Pat commented, “The positive from the pandemic is that we’ve learned how to use technology and going online opens up the world. It also gives me more margin – more time to listen about things that come up, maybe getting nudged and stepping into them. Things have slowed down a bit. So I can take in more. I’m using the time to follow up on things that interest me, where I can serve and to dig in deeper in my faith.” 

Pat participates in a guided prayer meeting on Mondays and Wednesdays at noon for about thirty minutes with about a dozen others through his church, Christ Presbyterian Church, using Zoom. Likewise, his Sunday community of twenty-five meet on Zoom, before they switch out to hear the weekly service.  

As soon as we went into stay-at-home mode, Pat felt the nudge.  He felt it was time to step into something more. He worried about seniors who were literally locked into nursing homes, some locked into their small rooms, with no ability to even walk down the corridor or get a breath of fresh air outside. Pat got connected with several seniors who he checks in with weekly.  

One of Pat’s seniors is in memory care. It’s very hard to communicate with him, but Pat knows he loves chocolate. So he picks up chocolate regularly and leaves it for him.  

With another, who is a long-time member of his church, he uses Zoom to connect and converse weekly. 

Another gentleman, Bob, while healthy both physically and mentally, lives in the Aurora on France senior living center due to his wife’s Alzheimers.  Confined in one room with his wife who suffers from that debilitating disease, Bob has no one else to talk to.  With the wife in the room, it began getting more difficult to speak with Bob, as she can overhear, so Pat and Bob most frequently email and text.  Pat believes Bob knows that he is cared for in that he has someone else who can just listen to him. To be present with him

One evening at 8 pm, Pat received an email from Bob. Bob said, “I’m having a tough time. My wife wants to leave and I’m having difficulty holding her back. Please pray she can find some peace.”
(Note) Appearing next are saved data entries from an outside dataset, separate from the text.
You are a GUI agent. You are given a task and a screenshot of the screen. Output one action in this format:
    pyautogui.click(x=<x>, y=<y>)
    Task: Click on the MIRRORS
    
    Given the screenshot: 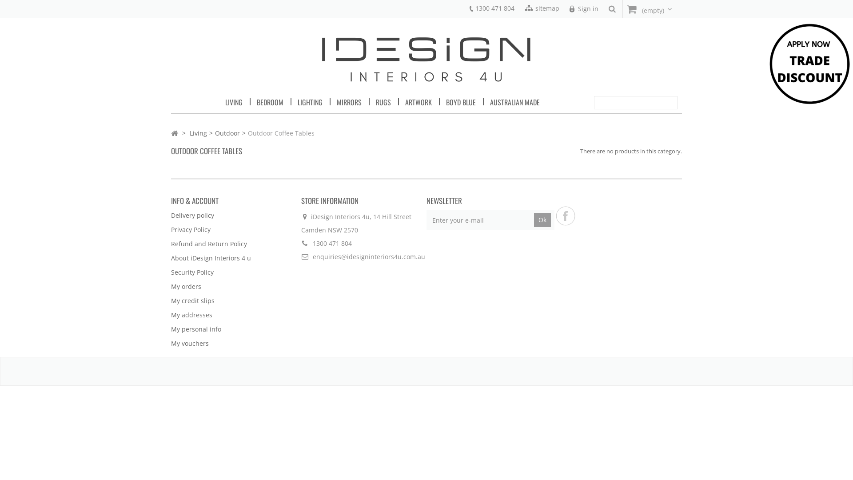 What is the action you would take?
    pyautogui.click(x=349, y=102)
    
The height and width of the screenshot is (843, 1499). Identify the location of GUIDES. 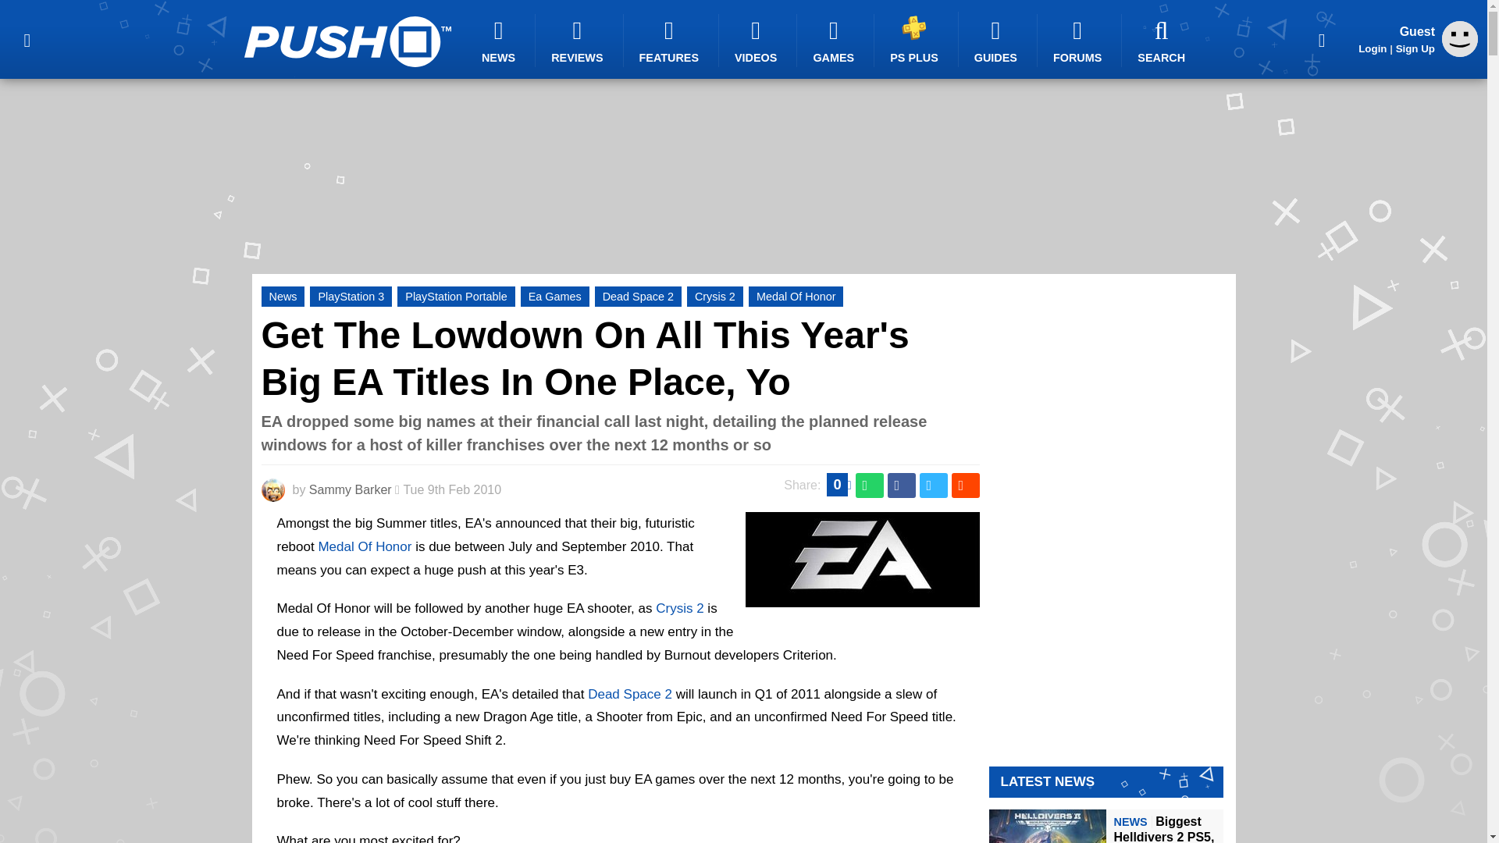
(998, 41).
Pat says, “Bob wasn’t asking me to fix his problem. He was asking for prayer.  At our church, we have a list of people needing prayer.  The next day, we mobilized our prayer team and they spread the word and we all prayed. I followed up with Bob shortly afterwards. He said his wife had calmed down. He was so grateful.” 

“God puts you in places for a reason. I’m making attempts to make myself available. I try to put myself in their shoes. To let others know that other people are thinking about them. They care about their situations. Someone does care. I’ve learned that being present and walking with people in their current situation, is better than having the right words to say, the right fix or taking them out of the pain,” Pat states.
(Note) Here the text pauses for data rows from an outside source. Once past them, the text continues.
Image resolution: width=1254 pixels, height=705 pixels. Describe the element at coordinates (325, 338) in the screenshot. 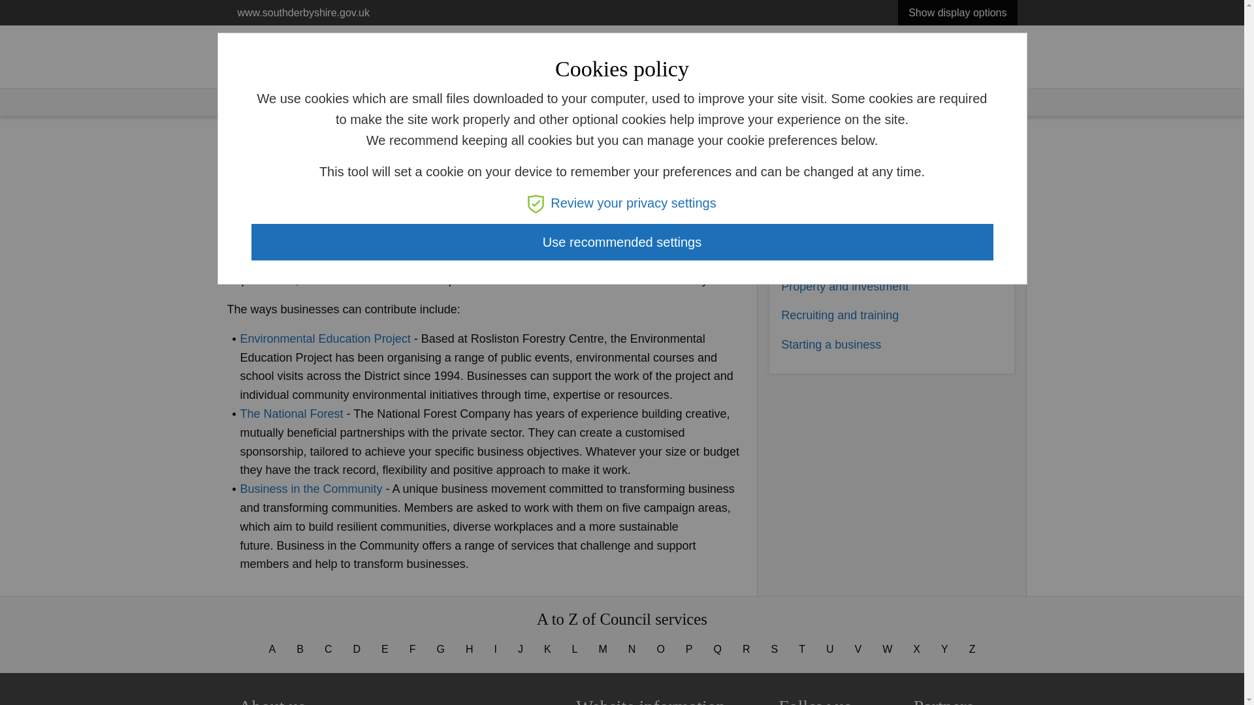

I see `Environmental Education Project` at that location.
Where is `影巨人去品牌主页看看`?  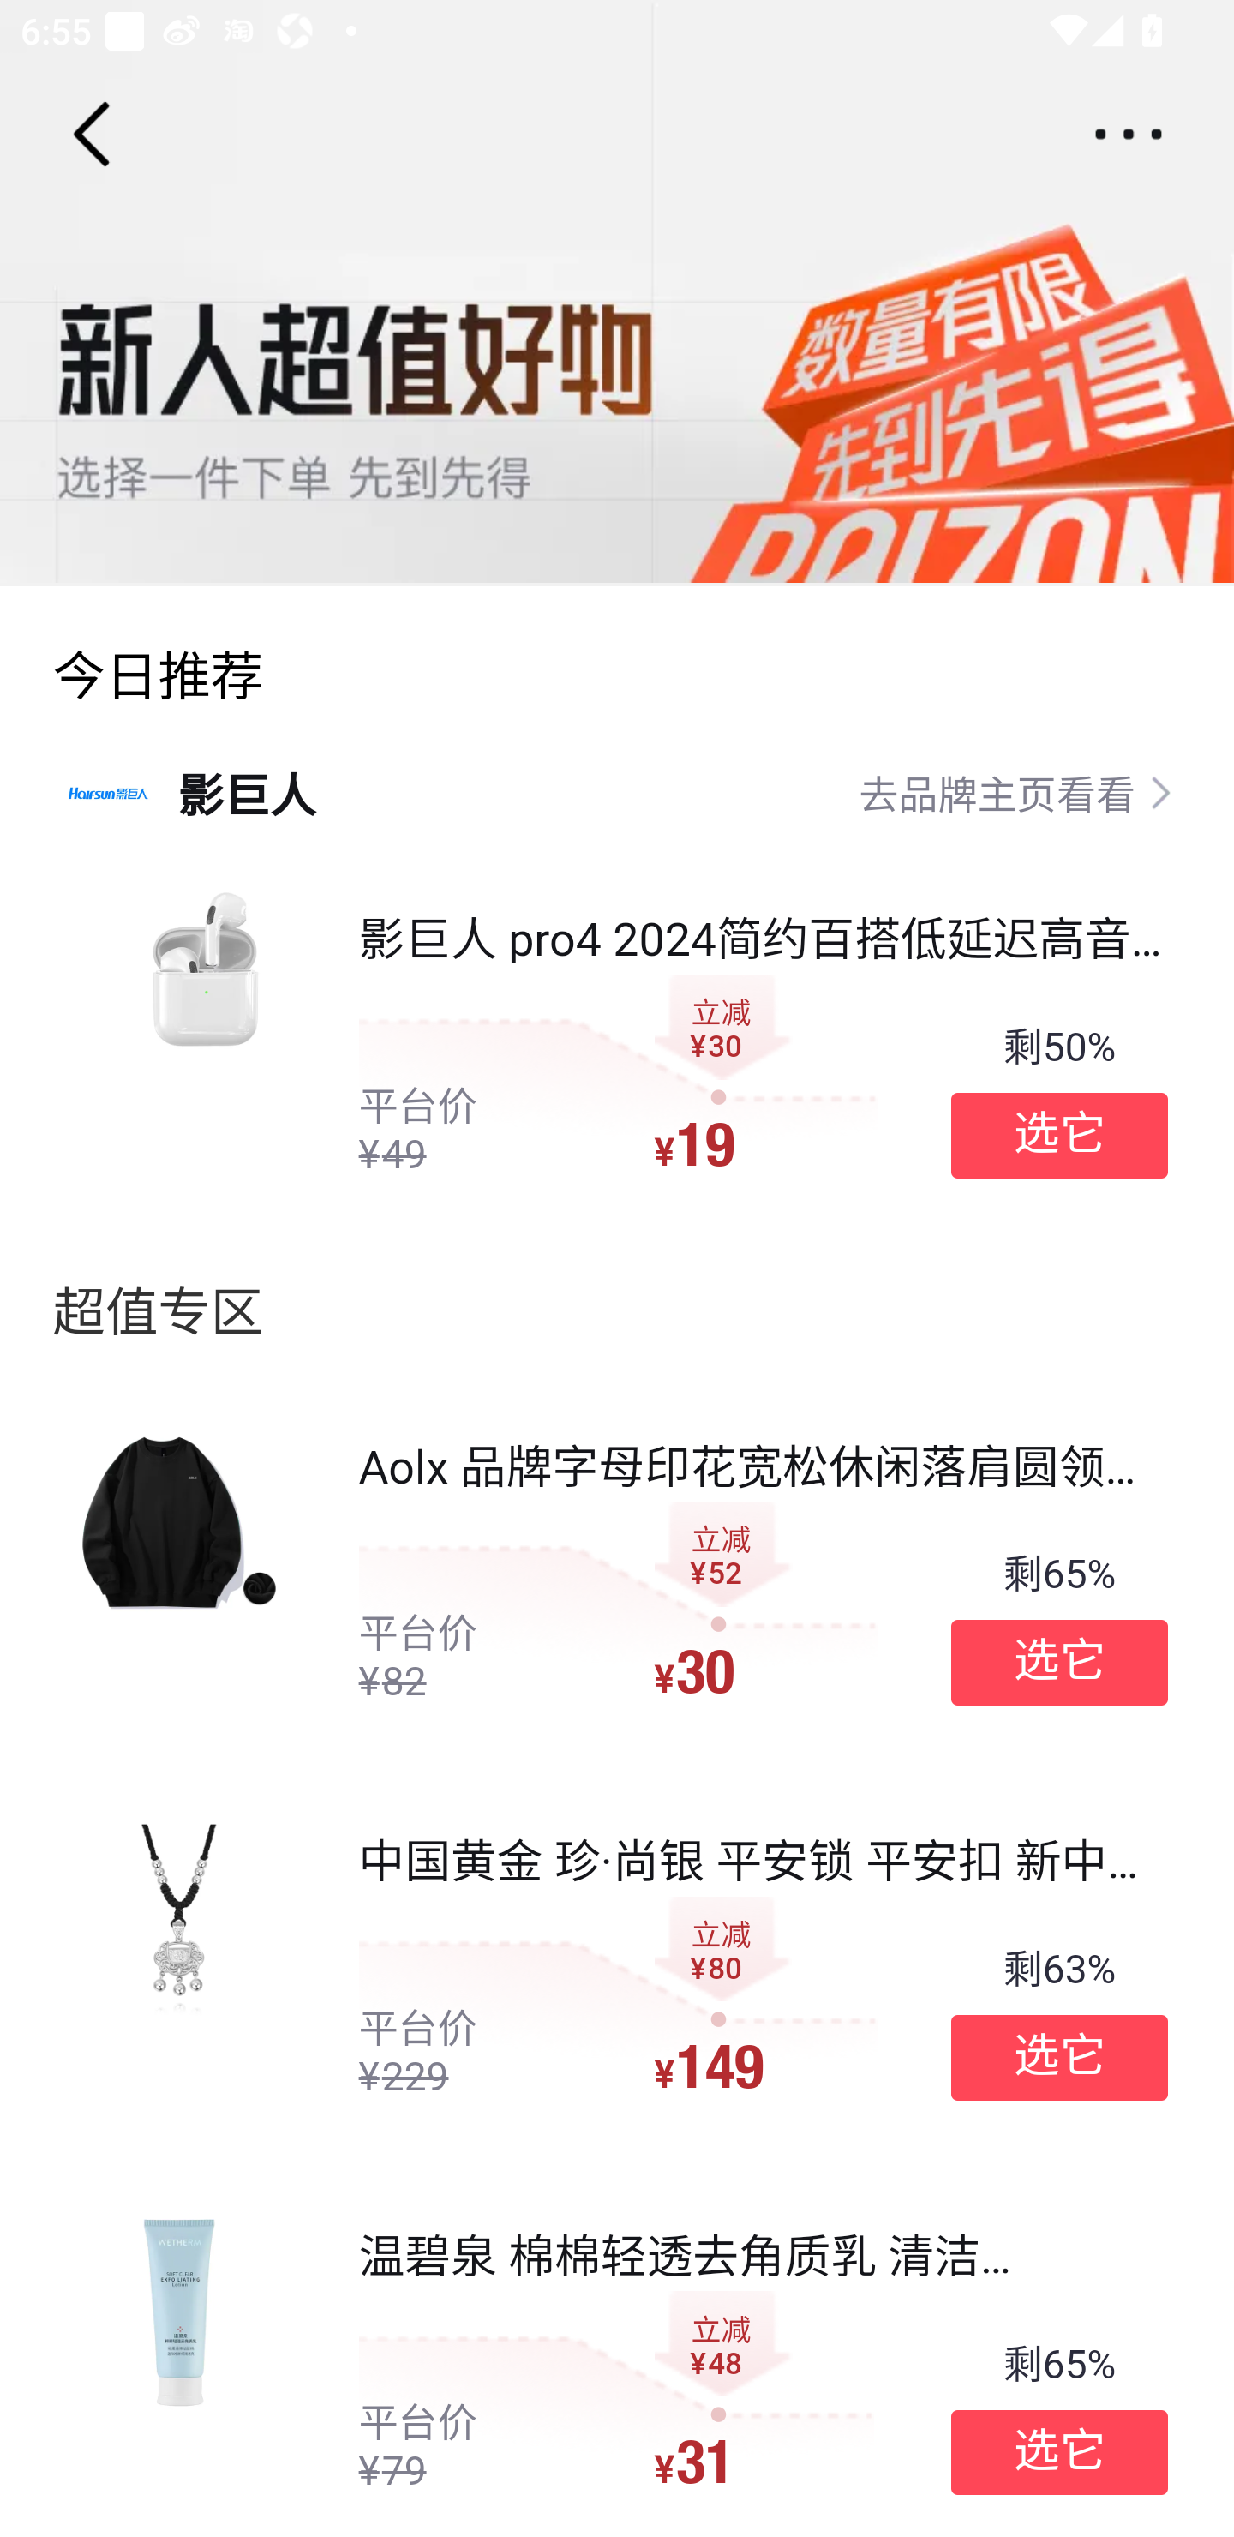
影巨人去品牌主页看看 is located at coordinates (617, 792).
Pat believes God knows where he should go next. Pat is staying present and being mindful for nudges. When he gets the nudge, he is ready to step into something.

As a man who lives on purpose, Pat Siebenaler has a deep faith and a desire to serve. He has a servant’s heart. Although too modest to acknowledge it, Pat is having a great impact on people, one person at a time, by being present, acting on the nudge and taking the first step.  That’s a recipe for making an impact, particularly during the COVID crisis, when so many need someone to be there, to just be present.